5. Adventure Time (2010–2018)
The show ran for 10 seasons from 2010 to 2018. Though its colors are bright and its mood is trippy, some of the themes it tackles are a little too heavy for children. Some of the show’s least comedic episodes cover mental health, phobias, breakups, war, greed, cruelty, existentialism, and dictatorship. That’s a remarkable list for a cartoon where most characters have names like “Princess Bubblegum.”
The lighthearted show became especially dark when it revealed the Ice King’s tragic backstory, and Marceline’s history of abandonment. Even the storylines could get terrifying, like the time Finn was tortured, Bubblegum got possessed, Marceline suffered from bloodlust, and a character jumped off a cliff during a police encounter. The reveal that the Ice King was once a loving, ordinary man slowly destroyed by a cursed crown is the kind of story that hits entirely differently at 30 than it does at 10.
6. Over the Garden Wall (2014)
First airing on Cartoon Network over the course of five nights in November 2014, Over the Garden Wall is an autumnal cult classic from the mind of Adventure Time’s creative director, Patrick McHale, recounting the tale of two kid heroes, Wirt and Greg, and their pet frog as they desperately attempt to find their way home from a purgatory-like state called The Unknown.

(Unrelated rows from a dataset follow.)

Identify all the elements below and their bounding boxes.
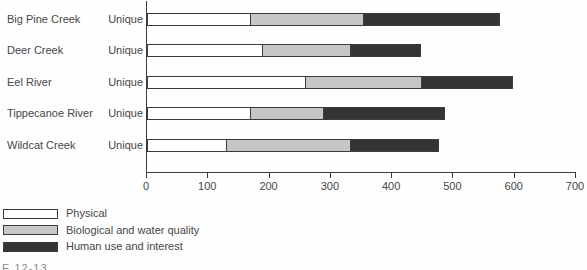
stacked-bar	[147, 107, 576, 120]
legend-label: Physical	[66, 208, 107, 219]
x-tick-mark	[575, 173, 576, 178]
x-tick-label: 300	[321, 180, 339, 192]
bar-segment-physical	[147, 13, 251, 26]
bar-segment-human	[350, 139, 439, 152]
x-axis: 0100200300400500600700	[146, 173, 575, 197]
bar-segment-physical	[147, 139, 227, 152]
plot-area	[146, 1, 576, 173]
legend-label: Human use and interest	[66, 241, 183, 252]
bar-segment-biological	[226, 139, 352, 152]
legend-item: Human use and interest	[3, 241, 183, 252]
legend-item: Biological and water quality	[3, 225, 199, 236]
x-tick-mark	[514, 173, 515, 178]
bar-segment-physical	[147, 107, 251, 120]
bar-segment-biological	[250, 13, 363, 26]
legend-swatch-human	[3, 242, 58, 252]
x-tick-label: 400	[382, 180, 400, 192]
x-tick-mark	[452, 173, 453, 178]
stacked-bar	[147, 44, 576, 57]
x-tick-label: 200	[259, 180, 277, 192]
category-label: Deer Creek	[7, 44, 63, 57]
stacked-bar	[147, 13, 576, 26]
bar-segment-human	[421, 76, 513, 89]
row-sublabel: Unique	[60, 44, 143, 57]
figure-root: Big Pine CreekUniqueDeer CreekUniqueEel …	[0, 0, 587, 270]
bar-segment-human	[323, 107, 446, 120]
row-sublabel: Unique	[60, 76, 143, 89]
bar-segment-physical	[147, 76, 306, 89]
x-tick-label: 0	[143, 180, 149, 192]
x-tick-label: 100	[198, 180, 216, 192]
legend-label: Biological and water quality	[66, 225, 199, 236]
bar-segment-human	[350, 44, 420, 57]
stacked-bar	[147, 76, 576, 89]
x-tick-mark	[391, 173, 392, 178]
bar-segment-biological	[305, 76, 421, 89]
x-tick-mark	[269, 173, 270, 178]
figure-caption-fragment: E 12-13	[2, 262, 48, 270]
bar-segment-biological	[262, 44, 351, 57]
row-sublabel: Unique	[60, 107, 143, 120]
legend-item: Physical	[3, 208, 107, 219]
x-tick-label: 700	[566, 180, 584, 192]
row-sublabel: Unique	[60, 139, 143, 152]
stacked-bar	[147, 139, 576, 152]
legend-swatch-physical	[3, 209, 58, 219]
x-tick-mark	[330, 173, 331, 178]
x-tick-mark	[207, 173, 208, 178]
x-tick-mark	[146, 173, 147, 178]
x-tick-label: 600	[505, 180, 523, 192]
category-label: Eel River	[7, 76, 52, 89]
x-tick-label: 500	[443, 180, 461, 192]
bar-segment-human	[363, 13, 501, 26]
bar-segment-physical	[147, 44, 263, 57]
bar-segment-biological	[250, 107, 324, 120]
legend-swatch-biological	[3, 225, 58, 235]
row-sublabel: Unique	[60, 13, 143, 26]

It looked like a charming folk tale with beautiful watercolor art. Adults who sat down to rewatch it started noticing something darker threading through every episode.
After mulling over the show’s episodic order and correlating themes, fans have noted that the latter nine episodes of Over the Garden Wall directly correspond to the rings of hell from Dante’s Inferno, from purgatory to treachery. The Beast acts as a Satanic figure corrupting those around him, and there is a darkness to the lessons in Over the Garden Wall that is not present in other children’s shows of its sort. That’s a lot to unpack from something that originally aired in a five-night block before bedtime.
7. Hey Arnold! (1996–2004)
Hey Arnold! was an inspirational children’s show following the iconic Arnold as he taught the audience valuable moral lessons. However, despite the fact that this show was a great learning tool for kids, the storyline did occasionally get too dark. Though the episodes often had a good ending, some of them touched upon mature topics like mental health, war, poverty, and addiction. None of that registered as troubling when you were a kid watching it after school – it just felt like normal neighborhood stuff.
One character’s backstory is undeniably dark. Mr. Hyunh was separated from his little daughter 20 years prior when they were escaping Vietnam during the war, and there was only enough room on the helicopter for his daughter. This plot was equal parts beautiful and chilling. Hey Arnold! tackled themes like poverty, immigration, mental health, and broken families, exploring real-life struggles through the experiences of children in an urban setting. As an adult, those storylines aren’t just touching. They’re genuinely heavy in a way that children’s programming rarely is.
What’s worth noting about all seven of these shows is that their darkness wasn’t accidental. Creators have long recognized that older viewers and parents may tune in alongside children, opening opportunities for more layered storytelling. Likewise, certain animators and studios historically sought to slip subversive messages past censors, using the cartoon format as a kind of Trojan horse. The cartoons that age the best are rarely the purely safe ones. They’re the ones that had something harder to say, and trusted the animation to carry it quietly into your living room.